The photo below that is a glimpse of cultural commentator Reyner Banham pedalling his Moulton through the streets of London in the 1960s. I haven't shown you the whole photo -- which is superb, Banham with his full beard looks quite the groovy, cranky boffin as he pedals along -- because we're using this photo half-toned inside the CD sleeve, under the transparent panel behind the (crash hat hazard yellow) CD itself, and I want to keep it under wraps for the time being. But it's worth saying that Banham -- who wrote a great deal, in his book about Los Angeles, about cars at their most flamboyant, and yet remained, himself, flamboyantly bicycle-oriented to the end of his days -- has become, in a way, the personification, totem or mascot of Otto Spooky. It's 'Otto Spooky as played by Reyner Banham'. Reyner is right there on the sleeve. And 'the historian of the immediate future' is riding a Moulton.

(no subject)

Date: 2004-10-22 02:15 am (UTC)
From: [identity profile] sparkligbeatnic.livejournal.com
Haven't read that one yet, though I can't say it's high on my list. I kind of lost interest round the time of Mona Lisa Overdrive. I'm reading David Mitchell's "Cloud Atlas" and enjoying it, though there's a bit too much English buggery in it for my tastes (wonder if that's what you need to write about to be Bookered).

Out, cheerio.

(no subject)

Date: 2004-10-22 02:26 am (UTC)
From: [identity profile] imomus.livejournal.com
One last thought on Alexander -- the reason alarm bells are ringing in my head the moment I read about his friendship with Prince Charles is that this combination of Essentialist philosophy with power is the worst of all possible worlds.
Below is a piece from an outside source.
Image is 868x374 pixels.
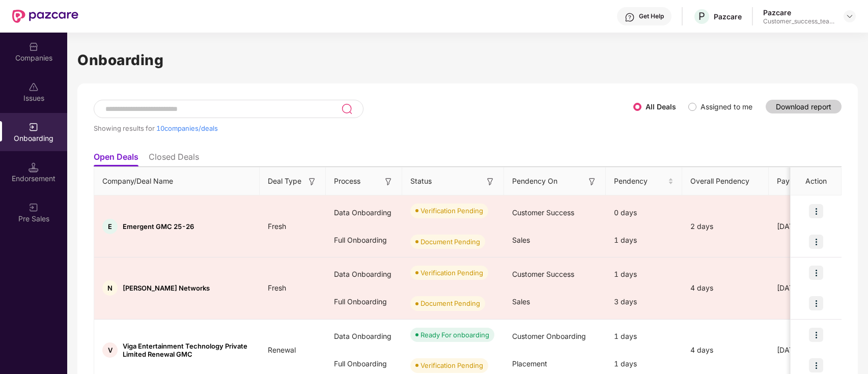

An Essentialist remote from power is a crank who might stimulate interesting conversation. An Essentialist close to power (and let's assume for the moment that the British monarchy actually has some, because there's no constitution to protect us should they decide to exercise the ancient powers they do still, in theory, possess) begins to resemble Savonarola in league with King Charles VIII of France (http://www.imomus.com/thought011001.html). It's one thing to propose that a universal pattern of 'objective' good or beauty might exist; it's quite another to team up with a power which can persecute patterns which deviate from your view of nature's template.

(no subject)

Date: 2004-10-22 05:48 pm (UTC)
From: [identity profile] fibdemetics.livejournal.com
An 'natural philosopher' close to power is at least preferable to a neo-Hegelian (http://right-web.org/ind/fukuyama/fukuyama.php).

(no subject)

Date: 2004-10-24 01:23 am (UTC)
From: [identity profile] sparkligbeatnic.livejournal.com
That may be, however despite the excerpts youve chosen from Alexander I don:t think hes more complex than the Essentialist you paint him to be.

One of the reasons I am interested in Alexander is that it presents an interesting critique of 20th century architecture and urban design. The patterns are heuristics not meant to be taken as axioms or rules. As for his attempts to formlize his ideas in the more recent books, I think it is an interesting, and stimluting, system of thought, but like any system of though is limited and not to be taken overly seriously. For example, David Bohm:s theory of wholeness (which has roots in Goethe:s philosophy of science) figures importantly in Alexander:s theories.

(no subject)

Date: 2004-10-24 01:52 am (UTC)
From: [identity profile] sparkligbeatnic.livejournal.com
Another thing about Charles, is he really close to power in any sense? Not to defend him, one of the few shreds of my Celtic background that persists is a dislike of English aristocracy, but isn:t Charles a bit of a black sheep of his family? All that stuff about slow life, real food, etc... and his statement that much of contemporary urban design and architecture stinks is not far off the mark.